This paper reviews Wisconsin’s pension system to explore the reasons for its successful financial stewardship.
Similar accolades are not warranted, however, for Wisconsin’s Health Insurance Program, which provides pre-Medicare retiree coverage at subsidized premium rates. This benefit is funded on a pay-as-you-go basis. Evaluated on the same basis as WRS (under the reporting rules of the Government Accounting Standards Board), this other post-employment benefit (OPEB) program has an unfunded actuarial accrued liability equal to a burdensome 29 percent of all the future wages of active participants. Wisconsin would be better served by reducing its OPEB commitments and by introducing a new system of health saving accounts to fund OPEB benefits for younger and future employees.
The important features of WRS that help to secure its objectives are:
- No guarantees of annual retirement benefit increases and cost of living adjustments;
- Employee choice in contributing to funds with alternative investment styles;
- Provision of a benefit floor; and
- Annual adjustments to benefits above the floor according to investment performance.
In 2012, the WRS undertook policy measures that strengthened the system and reduced employer (and taxpayer) costs, including:
- Increased the creditable service work-hours requirement to 1,200 hours per year for regular employees and 880 hours per year for teachers and employees in education-related jobs;
- Introduced a five-year creditable service vesting period for those hired after June 2011;
- Reduced the benefit-formula factor for certain employee categories; and
- Eliminated contributions by employers of employees’ share of pension contributions.
The Milwaukee County Employee Retirement System also shifted its policy to require worker contributions after 2000. However, the Milwaukee County system is not as financially secure as WRS; its funding ratio is 87.3 percent, but the plan’s liabilities are discounted at the unrealistically high rate of 8 percent. The system needs reform to restore financial sustainability, possibly including better methods of liability assessment, more conservative investment of assets, asset-liability matching and the introduction of a defined-contribution plan for younger and future employees.
However, Wisconsin’s actuarial liability on account of post-employment health care benefits, which amounts to a significant share of the state’s general revenues, is totally unfunded. Moreover, under the assumptions employed by Wisconsin’s actuaries, the size of the liability reported in the state’s Comprehensive Annual Financial Report appears to be underestimated. Because current contributions (premiums plus state contributions) fall short of the annual required contribution, the taxpayer burden is likely to grow larger over time. A reform that 1) charges higher premiums to retirees, 2) closes the health insurance program to younger and future employees, 3) and shifts young and new employees to a new prefunded system with health saving accounts would be a fiscally sound reform. The sooner it is implemented, the better.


_Your goal_. Please return the lines, both ends included, that run from the one containing "Help me find 'teddy bear' in this image." to the last line of the data below, exactly and alone.

###

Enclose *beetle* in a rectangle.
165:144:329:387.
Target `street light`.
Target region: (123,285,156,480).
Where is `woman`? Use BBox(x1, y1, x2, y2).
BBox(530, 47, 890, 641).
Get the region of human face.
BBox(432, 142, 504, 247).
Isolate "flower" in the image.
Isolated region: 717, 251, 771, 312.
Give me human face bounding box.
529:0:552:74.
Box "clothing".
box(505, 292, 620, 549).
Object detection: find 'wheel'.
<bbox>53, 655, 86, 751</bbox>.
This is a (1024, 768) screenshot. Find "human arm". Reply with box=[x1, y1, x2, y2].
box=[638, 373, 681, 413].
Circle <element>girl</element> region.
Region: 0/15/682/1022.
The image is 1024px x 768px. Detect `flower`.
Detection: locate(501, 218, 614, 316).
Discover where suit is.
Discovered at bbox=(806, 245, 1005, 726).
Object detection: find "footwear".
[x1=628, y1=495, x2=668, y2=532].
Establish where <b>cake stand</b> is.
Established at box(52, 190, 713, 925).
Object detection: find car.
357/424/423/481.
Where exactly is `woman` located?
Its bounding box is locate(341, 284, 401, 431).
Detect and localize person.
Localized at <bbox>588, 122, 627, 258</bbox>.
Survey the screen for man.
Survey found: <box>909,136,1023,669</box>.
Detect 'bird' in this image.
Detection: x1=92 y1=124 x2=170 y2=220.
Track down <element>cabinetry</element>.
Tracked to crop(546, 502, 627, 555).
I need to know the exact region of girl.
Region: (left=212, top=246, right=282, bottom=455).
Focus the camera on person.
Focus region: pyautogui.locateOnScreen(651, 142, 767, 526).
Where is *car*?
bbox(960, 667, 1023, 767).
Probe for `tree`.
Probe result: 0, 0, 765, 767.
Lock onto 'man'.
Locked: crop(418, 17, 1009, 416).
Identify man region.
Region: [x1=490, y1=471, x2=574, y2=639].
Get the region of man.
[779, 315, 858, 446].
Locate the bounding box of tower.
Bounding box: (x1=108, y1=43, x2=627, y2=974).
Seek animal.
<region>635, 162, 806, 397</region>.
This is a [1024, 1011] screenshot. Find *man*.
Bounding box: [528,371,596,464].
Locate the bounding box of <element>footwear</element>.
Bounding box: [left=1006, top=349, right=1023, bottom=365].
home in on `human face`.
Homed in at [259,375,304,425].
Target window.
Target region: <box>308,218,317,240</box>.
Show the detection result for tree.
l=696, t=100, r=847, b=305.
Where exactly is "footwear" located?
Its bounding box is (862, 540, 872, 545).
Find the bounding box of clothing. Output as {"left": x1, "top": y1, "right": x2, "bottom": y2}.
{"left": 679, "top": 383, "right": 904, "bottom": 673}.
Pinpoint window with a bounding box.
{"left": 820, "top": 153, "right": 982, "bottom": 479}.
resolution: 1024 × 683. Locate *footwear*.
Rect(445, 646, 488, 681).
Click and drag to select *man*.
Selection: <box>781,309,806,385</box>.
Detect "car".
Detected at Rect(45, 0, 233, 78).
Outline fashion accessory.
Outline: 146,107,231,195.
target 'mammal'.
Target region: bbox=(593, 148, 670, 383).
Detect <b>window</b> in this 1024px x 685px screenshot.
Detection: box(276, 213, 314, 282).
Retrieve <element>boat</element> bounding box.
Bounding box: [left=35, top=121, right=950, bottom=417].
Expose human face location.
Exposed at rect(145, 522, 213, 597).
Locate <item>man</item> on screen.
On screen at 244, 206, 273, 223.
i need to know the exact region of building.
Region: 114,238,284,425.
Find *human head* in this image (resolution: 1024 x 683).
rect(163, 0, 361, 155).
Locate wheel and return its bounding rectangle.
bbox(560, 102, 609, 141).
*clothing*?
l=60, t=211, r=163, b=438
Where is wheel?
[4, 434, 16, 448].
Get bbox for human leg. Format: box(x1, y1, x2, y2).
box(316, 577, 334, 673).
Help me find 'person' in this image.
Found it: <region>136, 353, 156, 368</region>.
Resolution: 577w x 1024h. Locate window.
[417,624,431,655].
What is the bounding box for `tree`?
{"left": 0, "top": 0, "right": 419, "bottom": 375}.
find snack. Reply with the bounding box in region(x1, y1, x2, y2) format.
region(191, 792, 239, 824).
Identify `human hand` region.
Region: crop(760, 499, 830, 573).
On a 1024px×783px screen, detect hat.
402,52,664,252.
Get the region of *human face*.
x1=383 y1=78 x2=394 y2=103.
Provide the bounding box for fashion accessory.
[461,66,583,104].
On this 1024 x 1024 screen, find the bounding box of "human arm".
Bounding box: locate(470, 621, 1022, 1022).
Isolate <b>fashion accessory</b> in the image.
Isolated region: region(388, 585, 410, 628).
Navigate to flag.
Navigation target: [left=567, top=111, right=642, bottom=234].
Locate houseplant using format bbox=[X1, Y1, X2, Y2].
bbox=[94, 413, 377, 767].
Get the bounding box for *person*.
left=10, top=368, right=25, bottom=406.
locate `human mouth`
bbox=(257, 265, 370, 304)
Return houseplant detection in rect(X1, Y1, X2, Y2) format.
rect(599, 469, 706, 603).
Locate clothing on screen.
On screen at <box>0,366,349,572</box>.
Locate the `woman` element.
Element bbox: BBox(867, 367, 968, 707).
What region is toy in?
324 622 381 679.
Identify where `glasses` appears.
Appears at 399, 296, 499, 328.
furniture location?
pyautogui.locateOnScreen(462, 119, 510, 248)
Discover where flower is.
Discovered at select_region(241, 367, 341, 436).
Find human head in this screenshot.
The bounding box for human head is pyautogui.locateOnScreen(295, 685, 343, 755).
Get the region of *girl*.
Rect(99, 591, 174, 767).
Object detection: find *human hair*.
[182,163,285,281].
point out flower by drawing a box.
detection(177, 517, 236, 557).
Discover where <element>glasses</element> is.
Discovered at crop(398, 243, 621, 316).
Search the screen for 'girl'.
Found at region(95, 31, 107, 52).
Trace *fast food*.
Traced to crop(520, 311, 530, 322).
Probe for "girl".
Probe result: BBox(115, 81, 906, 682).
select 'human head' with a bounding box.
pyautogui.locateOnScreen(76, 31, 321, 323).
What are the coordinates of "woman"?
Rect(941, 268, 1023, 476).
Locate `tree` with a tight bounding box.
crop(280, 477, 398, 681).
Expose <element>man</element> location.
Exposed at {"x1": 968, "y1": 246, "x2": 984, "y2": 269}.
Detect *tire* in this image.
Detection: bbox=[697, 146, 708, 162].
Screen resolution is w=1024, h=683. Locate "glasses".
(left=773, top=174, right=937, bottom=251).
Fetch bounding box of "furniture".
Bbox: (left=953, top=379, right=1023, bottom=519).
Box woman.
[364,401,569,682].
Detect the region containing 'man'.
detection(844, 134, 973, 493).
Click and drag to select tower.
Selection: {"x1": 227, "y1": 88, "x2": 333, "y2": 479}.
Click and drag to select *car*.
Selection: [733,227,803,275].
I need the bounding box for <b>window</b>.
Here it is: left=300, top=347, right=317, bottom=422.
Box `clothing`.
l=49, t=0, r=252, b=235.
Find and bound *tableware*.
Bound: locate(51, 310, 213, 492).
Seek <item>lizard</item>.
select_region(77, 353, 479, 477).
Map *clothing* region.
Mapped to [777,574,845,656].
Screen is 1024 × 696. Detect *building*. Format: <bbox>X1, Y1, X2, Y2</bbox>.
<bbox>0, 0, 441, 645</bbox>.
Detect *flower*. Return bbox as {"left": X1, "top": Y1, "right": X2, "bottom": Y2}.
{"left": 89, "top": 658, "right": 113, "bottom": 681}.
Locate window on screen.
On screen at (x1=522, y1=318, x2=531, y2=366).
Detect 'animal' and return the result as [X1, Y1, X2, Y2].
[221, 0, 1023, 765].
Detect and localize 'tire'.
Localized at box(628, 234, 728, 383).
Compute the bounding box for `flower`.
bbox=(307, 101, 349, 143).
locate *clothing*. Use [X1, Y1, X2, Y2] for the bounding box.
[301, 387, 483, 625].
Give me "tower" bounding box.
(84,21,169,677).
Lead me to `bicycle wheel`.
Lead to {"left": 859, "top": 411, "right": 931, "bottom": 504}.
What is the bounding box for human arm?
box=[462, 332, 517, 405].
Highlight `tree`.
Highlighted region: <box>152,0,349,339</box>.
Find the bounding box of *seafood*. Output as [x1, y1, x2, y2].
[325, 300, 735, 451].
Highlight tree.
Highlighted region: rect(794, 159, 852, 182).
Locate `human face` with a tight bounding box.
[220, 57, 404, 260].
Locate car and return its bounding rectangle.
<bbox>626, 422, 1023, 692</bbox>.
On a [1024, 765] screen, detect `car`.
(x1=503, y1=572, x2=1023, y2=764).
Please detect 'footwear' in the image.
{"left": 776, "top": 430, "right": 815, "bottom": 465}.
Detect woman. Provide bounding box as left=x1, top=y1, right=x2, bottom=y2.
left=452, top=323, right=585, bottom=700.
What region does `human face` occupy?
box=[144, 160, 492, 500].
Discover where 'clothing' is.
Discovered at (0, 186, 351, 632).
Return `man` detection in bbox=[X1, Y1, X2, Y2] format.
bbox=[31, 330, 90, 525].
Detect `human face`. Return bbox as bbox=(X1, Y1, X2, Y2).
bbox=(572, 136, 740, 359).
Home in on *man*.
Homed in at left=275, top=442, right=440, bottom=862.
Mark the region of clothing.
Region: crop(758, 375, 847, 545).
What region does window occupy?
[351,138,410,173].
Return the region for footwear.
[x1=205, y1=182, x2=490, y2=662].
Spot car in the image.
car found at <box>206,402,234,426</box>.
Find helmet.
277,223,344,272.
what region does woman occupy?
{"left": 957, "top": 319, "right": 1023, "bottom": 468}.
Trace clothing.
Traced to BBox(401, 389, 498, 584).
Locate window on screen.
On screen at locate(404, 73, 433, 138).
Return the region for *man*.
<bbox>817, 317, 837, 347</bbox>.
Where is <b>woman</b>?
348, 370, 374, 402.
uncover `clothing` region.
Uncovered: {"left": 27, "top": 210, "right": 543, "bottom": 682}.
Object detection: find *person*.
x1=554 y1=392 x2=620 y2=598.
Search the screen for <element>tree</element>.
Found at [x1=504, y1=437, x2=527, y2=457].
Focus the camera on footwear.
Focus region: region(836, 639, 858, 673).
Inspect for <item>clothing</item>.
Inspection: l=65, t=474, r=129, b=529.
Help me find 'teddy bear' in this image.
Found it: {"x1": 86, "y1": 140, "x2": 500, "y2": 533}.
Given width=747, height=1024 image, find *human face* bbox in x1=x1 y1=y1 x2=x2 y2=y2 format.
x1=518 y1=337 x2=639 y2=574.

###

_Response for this exercise_.
Help me find 'teddy bear' in this image.
Found it: {"x1": 86, "y1": 140, "x2": 500, "y2": 533}.
Given width=747, height=1024 image, find *human face* bbox in x1=x1 y1=y1 x2=x2 y2=y2 format.
x1=518 y1=337 x2=639 y2=574.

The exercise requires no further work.